Re: [PATCH v2 4/6] KVM: x86/pmu: Add pmc->intr to refactor kvm_perf_overflow{_intr}()

From: Paolo Bonzini
Date: Fri Dec 10 2021 - 17:59:53 EST


On 12/10/21 23:55, Jim Mattson wrote:

Even for tracing the SDM says "Like the value returned by RDTSC, TSC
packets will include these adjustments, but other timing packets (such
as MTC, CYC, and CBR) are not impacted". Considering that "stand-alone
TSC packets are typically generated only when generation of other timing
packets (MTCs and CYCs) has ceased for a period of time", I'm not even
sure it's a good thing that the values in TSC packets are scaled and offset.

Back to the PMU, for non-architectural counters it's not really possible
to know if they count in cycles or not. So it may not be a good idea to
special case the architectural counters.

In that case, what we're doing with the guest PMU is not
virtualization. I don't know what it is, but it's not virtualization.

It is virtualization even if it is incompatible with live migration to a different SKU (where, as you point out below, multiple TSC frequencies might also count as multiple SKUs). But yeah, it's virtualization with more caveats than usual.

Exposing non-architectural events is questionable with live migration,
and TSC scaling is unnecessary without live migration. I suppose you
could have a migration pool with different SKUs of the same generation
with 'seemingly compatible' PMU events but different TSC frequencies,
in which case it might be reasonable to expose non-architectural
events, but I would argue that any of those 'seemingly compatible'
events are actually not compatible if they count in cycles.

I agree. Support for marshaling/unmarshaling PMU state exists but it's more useful for intra-host updates than for actual live migration, since these days most live migration will use TSC scaling on the destination.

Paolo


Unless, of course, Like is right, and the PMU counters do count fractionally.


An exact reprint of the listing is required, with no pictures included.

=-=-=

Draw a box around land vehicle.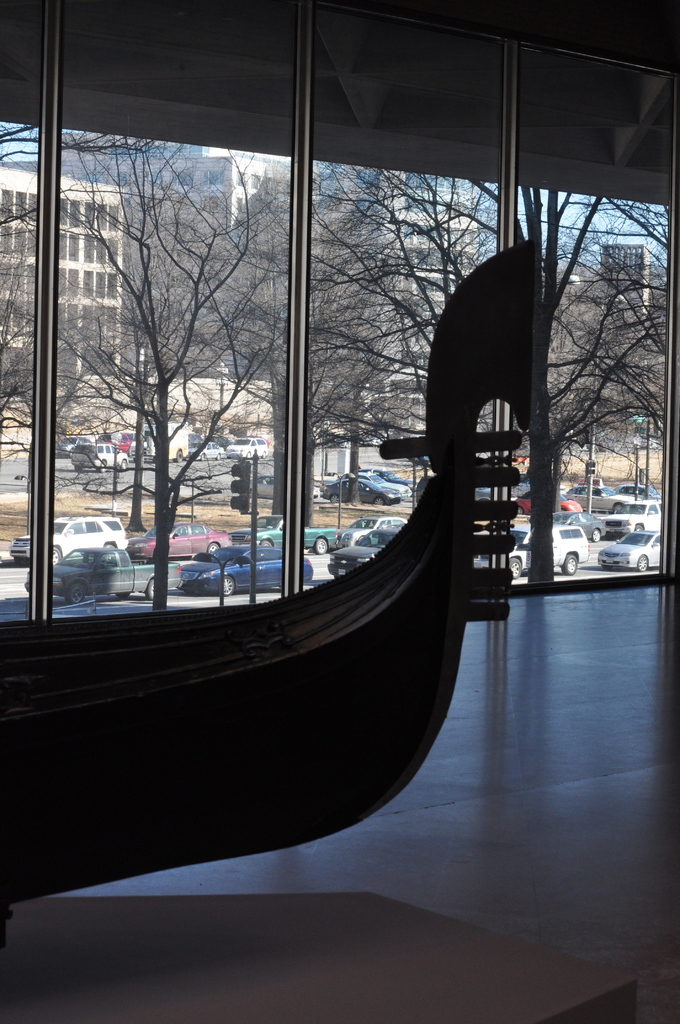
detection(133, 522, 228, 561).
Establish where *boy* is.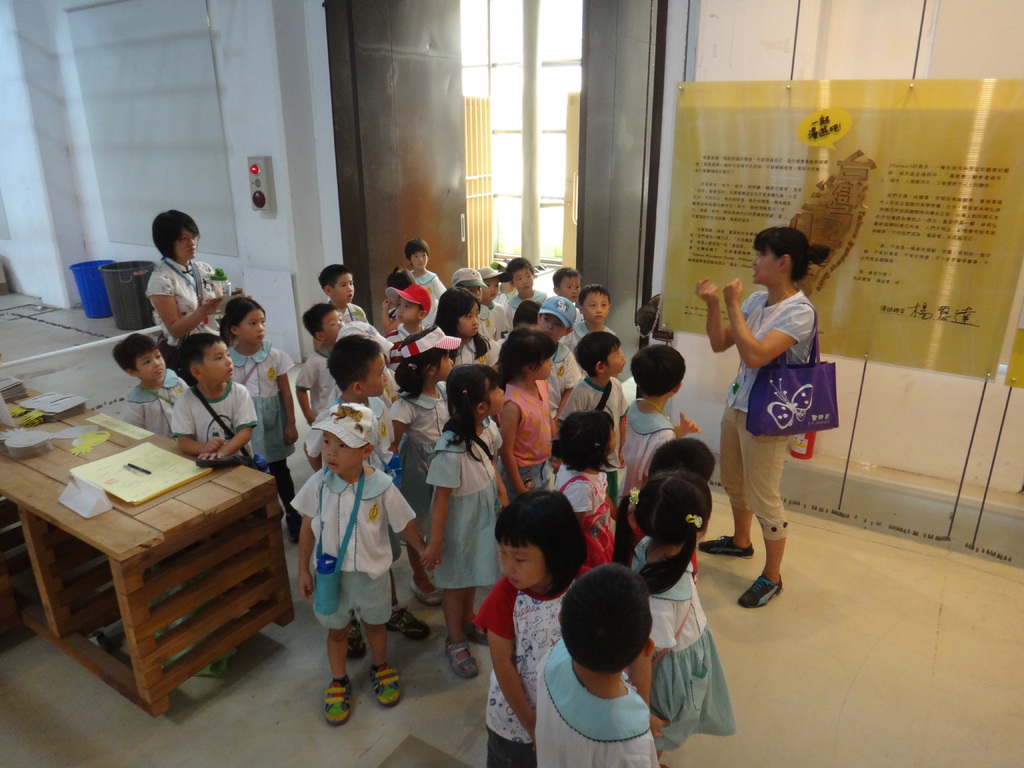
Established at [557,332,630,511].
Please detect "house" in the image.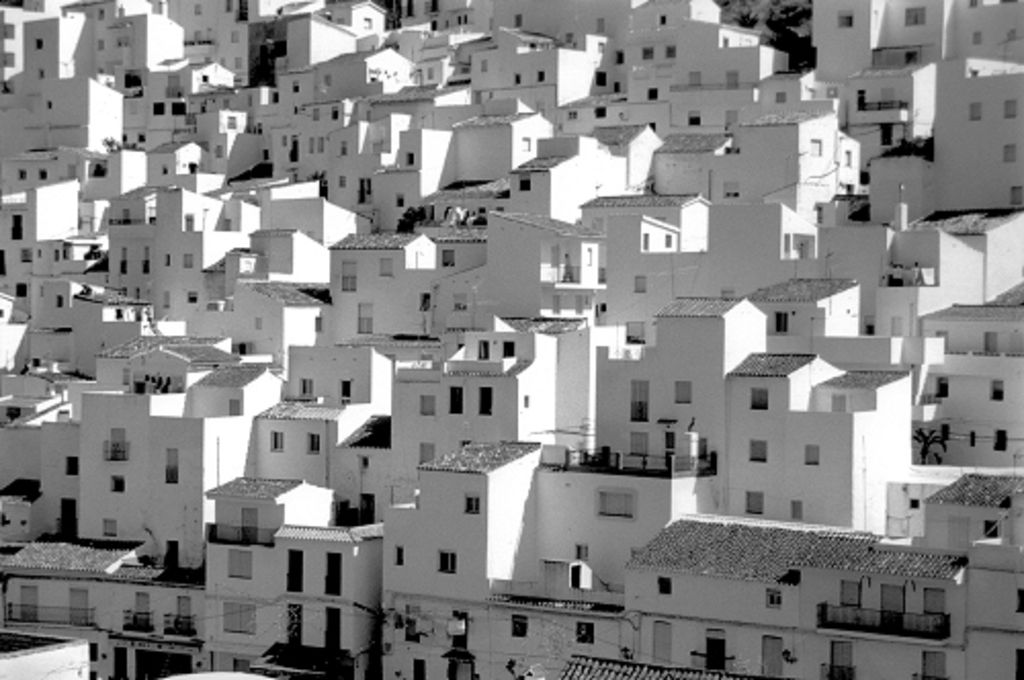
[left=80, top=293, right=154, bottom=369].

=-=-=

OUTPUT FOR THIS EXERCISE:
Draw a box around land vehicle.
detection(133, 522, 228, 561).
Establish where *boy* is.
Established at [557,332,630,511].
Please detect "house" in the image.
[left=80, top=293, right=154, bottom=369].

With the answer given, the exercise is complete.